I'm tainted, as Mithro offered me a board to "have a play with, no strings attached", and I've been hacking away on it for a while. Apparently it is the 3rd board ever made . So here's my biased review.
Value for moneyPricing is really good, esp given that it doesn't have any of the discounts that 'official' dev board manufactures get. It must be priced pretty close to cost. You can pay $800 for the same FPGA on a module (eg
https://www.opalkelly.com/products/xem6310mt/)
Video InterfacesMost video oriented FPGA devboards have only one or two of each connector - e.g. the US$500 Digilent Nexys Video (HDMI-in, HDMI-out, MiniDisplayPort) or US$75 Scarab miniSpartan6+ (HDMI in, HDMI out, with only 1/5th the FPGA logic), and they also have a lot of cruft that you don't really need for pure digital video work - switches. LEDs, small expansion ports. This is the only board I've seen that has two HDMI inputs and two HDMI outputs, and DisplayPort in and out.
For all the Spartan-6 based boards HDMI tops out a little over 720p due to the clocking limits of 1,050Mb/s on standard I/O pins, and even for the newer Artix-7 boards 1080p is a little out of the FPGA's spec (but it does work). As the DisplayPort is on the high speed transceivers, it can move 2.7Gb/s per channel. and as it has all four channels it can REALLY can do 4k resolutions (either 2160p60 in YCC 422 or 2160p30 in RGB/YCC 422).
Other interfacesAs mentioned it is light on more generic I/O and expansion, but then it is a purpose-designed board.
MemoryI haven't looked into it, but Video memory bandwidth is always going to be a problem. If you are doing UHD video you won't be able to squirt 10Gb/s of video into RAM and suck it back out again. 2.4GB/s of sustained bandwidth is too much to ask for. The board has got DDR-1600 on it, so it should be fine for processing 1080p, streams, but not 2160p. So it's not a platform for 4K development unless the video stream stays within the FPGA.
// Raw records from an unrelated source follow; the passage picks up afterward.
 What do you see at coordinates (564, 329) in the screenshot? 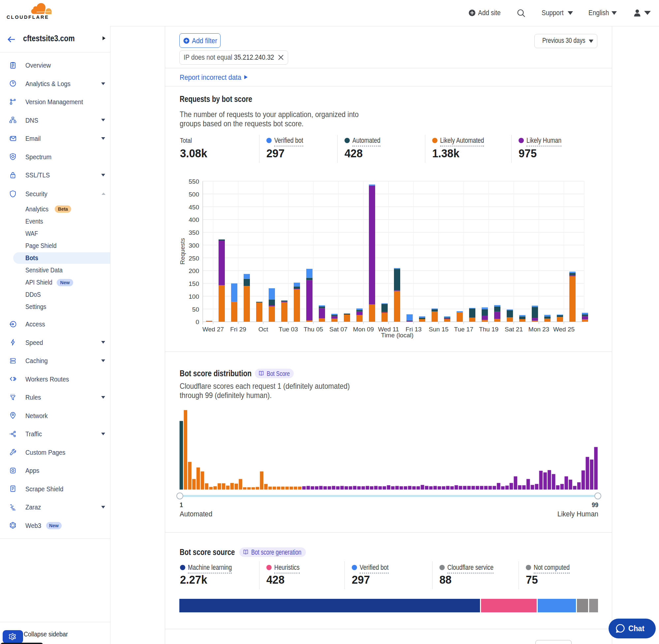
I see `svg-text: Wed 25` at bounding box center [564, 329].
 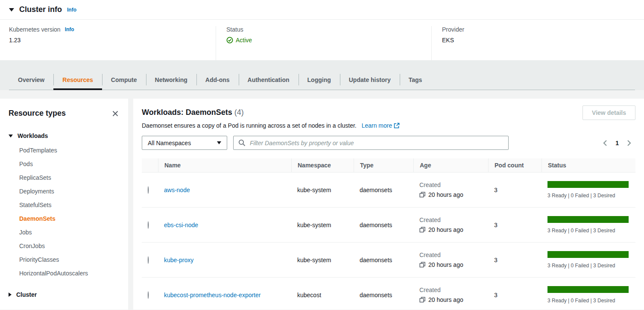 What do you see at coordinates (239, 112) in the screenshot?
I see `daemonsets-count: (4)` at bounding box center [239, 112].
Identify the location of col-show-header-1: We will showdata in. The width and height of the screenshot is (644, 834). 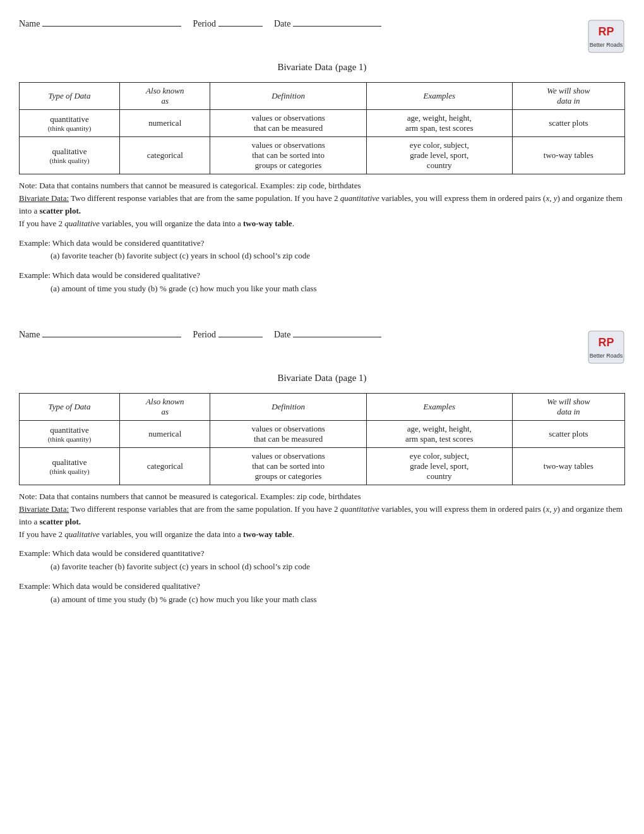
(568, 96).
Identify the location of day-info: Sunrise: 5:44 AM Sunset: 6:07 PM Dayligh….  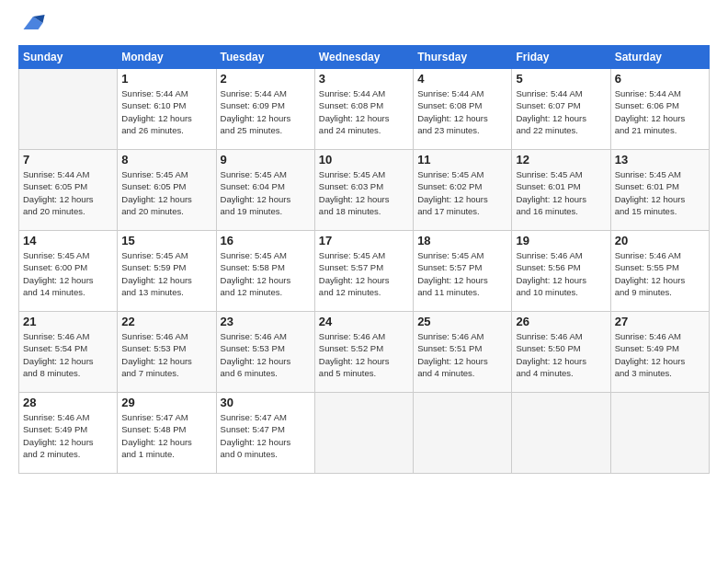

It is plenty of memory if you want to run an embedded soft-CPU design acting as command and control of the video streams.
FPGA type and sizeIt is quite rare for a Spartan 6 devboard to have the 'T' model (the ones with high-speed transceivers) on it. I found the transceivers to be a real pain to get to grips with - lots of exceptions and oddness to deal with, especially with the clocking options. I've got them working but I'm still getting to grips with them after two weeks. Everything seems to be planed out correctly (e.g. reference clocks on the correct pins), with just a few gotchas on the prototype boards - but that is what prototypes are for!
The FPGA size is my main concern - video processing uses lots of logic - relatively fast wide buses (e.g. using internal RGB 12:12:12 video data paths at 150MHz), and 58 DSP blocks. A matrix operation (e..g colour space conversion) might require 9 DSP blocks, so by the time you allow mixed RGB/YCC inputs over half your DSP blocks have been used.
However, this system is designed for when you have full control over the input and output formats (e.g using EDID to advertise only RGB support), so it is the right-sized FPGA for the system's target use.
Debug issuesDebug - Without some generic pins to hook up to my logic analyser, debug is a bit more painful than I would like. I'm currently using a passive microSD->JTAG adapter to extract a couple of bits of debug. If somebody could implement a multi-channel logic analyser with output to a HDMI screen that would be really cool. There is the option to get data off the board over the gigabit ethernet too, but I don't have any experience of that.
Who is this for?It isn't for the first time FPGA user, you don't have much fun things to experiment with. Maybe look at the miniSpartan6+ or a Digilent board.
If you are looking for an FPGA board to play with switching and mixing and light processing of digital video signals (e.g. brightness, colour processing, audio processing) it is going to be perfect.
If you want to play with or prototype DisplayPort it is going to be perfect too - it costs maybe half as much as an DisplayPort FMC card.
If you want to perform simple processing of video from two cameras (e.g. machine vision) it might be a good fit, but you may have problems with offloading the processed data to your host.
If you want to do extensive video processing you most likely will find the FPGA too small, but you will be spending a lot more for a less 'open' board.